Norma DaCrema

Jamaica, Late ’90s

We were still together, a couple,
the first time you told that story.
I tinker with it when I tell it now.
Small things–some medical details,
less emphasis on how the very worst things
slay the worrying when they happen.
I shorten the part about it being so dark
it was startling to meet again
that buttoned-up yuppie
you had met on the plane.

I start with a tightly wound tourist 
at the baggage claim, who warns you 
about the worm, how the beaches teem with
larva migrans. They burrow into
the bottom of bare feet on the sand,
and only when they die
is there an end to the burn under the skin.
They die inside you
of boredom.

In my version, he’s telling everyone,
all wide-eyed and paranoid,
about the island nematode,
not just singling you out
because you were already high
and had worn your flip flops on the flight. 
Seriously, who does that?
In either telling, two nights later,
he wears tall trouser socks and tennis shoes 
to watch the Perseids, 
startling us in the dark to remind us
how the worm can turn,
winding under the skin,
leaving the toes bulbous,
blistered, and bloody.

But when we meet him again
(four days in) he stands barefoot
framed in white sand and sapphire sky,
staring down the waves.
He looks so happy, so free.
He smiles, shrugging, and he says:
I got the worm.

In my version, the worm is the star.
But in yours, you are.



Norma DaCrema is a Pennsylvania high-school teacher. A May 2022 graduate of Arcadia's MFA program, she has published or has work forthcoming in The Lyric, Red Eft Review, Night Heron Barks, Wingless Dreamer, Closed Eye Open, and Red Fern Review. She lives with her son and a slew of cats.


Could the records be returned exactly, with the pictures left out?
#### Data listing
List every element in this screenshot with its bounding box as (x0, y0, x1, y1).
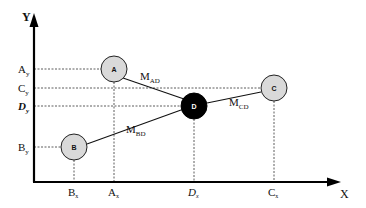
node-c: C (261, 75, 287, 101)
node-c-label: C (271, 85, 276, 92)
node-a: A (101, 56, 127, 82)
edge-label-ad: MAD (140, 70, 160, 85)
tick-a-y: Ay (18, 63, 30, 78)
node-a-label: A (111, 66, 116, 73)
tick-d-x: Dx (187, 186, 199, 199)
guide-lines (34, 69, 274, 182)
tick-c-x: Cx (268, 186, 278, 199)
node-b-label: B (71, 144, 76, 151)
node-b: B (61, 134, 87, 160)
tick-b-y: By (18, 141, 29, 156)
tick-d-y: Dy (17, 100, 30, 115)
x-axis-label: X (340, 187, 349, 201)
edge-label-bd: MBD (126, 123, 146, 138)
node-d-label: D (191, 103, 196, 110)
y-axis-label: Y (22, 10, 31, 24)
node-d: D (181, 93, 207, 119)
edge-label-cd: MCD (229, 96, 249, 111)
x-axis-arrow-icon (327, 178, 341, 187)
network-diagram: Y X Ay Cy Dy By Bx Ax Dx Cx MAD MBD MCD … (0, 0, 366, 208)
tick-a-x: Ax (108, 186, 119, 199)
y-axis-arrow-icon (30, 13, 39, 27)
tick-c-y: Cy (18, 82, 29, 97)
tick-b-x: Bx (68, 186, 78, 199)
x-tick-labels: Bx Ax Dx Cx (68, 186, 278, 199)
y-tick-labels: Ay Cy Dy By (17, 63, 30, 156)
########
▶ [Result below]:
List every element in this screenshot with its bounding box as (x0, y0, x1, y1).
node-c: C (261, 75, 287, 101)
node-c-label: C (271, 85, 276, 92)
node-a: A (101, 56, 127, 82)
edge-label-ad: MAD (140, 70, 160, 85)
tick-a-y: Ay (18, 63, 30, 78)
node-a-label: A (111, 66, 116, 73)
tick-d-x: Dx (187, 186, 199, 199)
guide-lines (34, 69, 274, 182)
tick-c-x: Cx (268, 186, 278, 199)
node-b-label: B (71, 144, 76, 151)
node-b: B (61, 134, 87, 160)
tick-b-y: By (18, 141, 29, 156)
tick-d-y: Dy (17, 100, 30, 115)
x-axis-label: X (340, 187, 349, 201)
edge-label-bd: MBD (126, 123, 146, 138)
node-d-label: D (191, 103, 196, 110)
y-axis-label: Y (22, 10, 31, 24)
node-d: D (181, 93, 207, 119)
edge-label-cd: MCD (229, 96, 249, 111)
x-axis-arrow-icon (327, 178, 341, 187)
network-diagram: Y X Ay Cy Dy By Bx Ax Dx Cx MAD MBD MCD … (0, 0, 366, 208)
tick-a-x: Ax (108, 186, 119, 199)
y-axis-arrow-icon (30, 13, 39, 27)
tick-c-y: Cy (18, 82, 29, 97)
tick-b-x: Bx (68, 186, 78, 199)
x-tick-labels: Bx Ax Dx Cx (68, 186, 278, 199)
y-tick-labels: Ay Cy Dy By (17, 63, 30, 156)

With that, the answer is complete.